In experiment 1, I looked at whether pessimistic bias in individual error estimates could cancel out the optimizer’s curse, and demonstrated that you would have to be unreasonably pessimistic to cancel it out.

In experiment 2, I looked at how uncertainty affects the actual effectiveness of top selected charities, and showed some model assumptions under which cutting uncertainty could directly result in saving extremely large amounts of lives.

In experiment 3, I looked at what happens if the uncertainty of every charity is different: this largely backs up the bias toward uncertain causes mentioned elsewhere.

In experiment 4, I looked at how the shape of the actual effectiveness distribution affects the results: a skew towards the right has very little effect, but an increase in long-tailedness can dramatically increase actual effectiveness and drastically reduce the magnitude of the optimizer’s curse.

In experiment 5, I looked at whether portfolio tactics defeated the optimizer’s curse, and generally found that at least in this model, they had some effect but did not actually lead to better actual results under most circumstances.

In experiment 6, I examined the effect of correlation, showing that if errors are not independent of each other, the magnitude of the optimizer’s curse decreases.

These experiments are by no means exhaustive: reality is always more complicated than simple models can capture. However, it looks to me like the effect is robust enough to changes in assumptions that we should expect to see it to some extent in a wide range of circumstances.

One area I did not explore was what happens when uncertainty gets really big: this will be the subject of a followup post.

These experiments were conducted in order to try and get a feel for how robust the optimizer’s curse effect is, and how much a few of our simple model assumptions affect it.

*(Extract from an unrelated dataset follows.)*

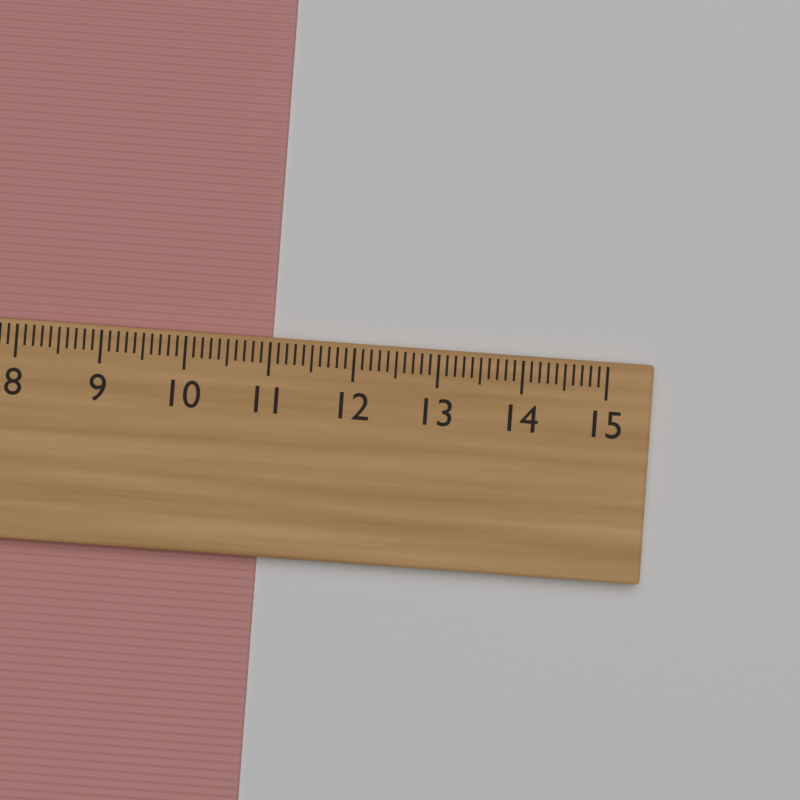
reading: 11.0 cm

My impression after doing all of this is that the effect is pretty robust, and that most charity rankings with roughly similar characteristics to the toy model will exhibit the optimizer’s curse unless it has been actively corrected against.

 

  1. ^

    I’ve switched to the American spelling of “optimizer” to be consistent with the original paper.

  2. ^

    Using their estimate of 3000-5500 to save a life, the range of lives saved by a million dollars is 180 to 330. If this error range was a 95% probability interval, then the estimated uncertainty SD is around 40 lives, similar to the “grounded” intervention from last post.

  3. ^

    Except when comparing grounded to speculative.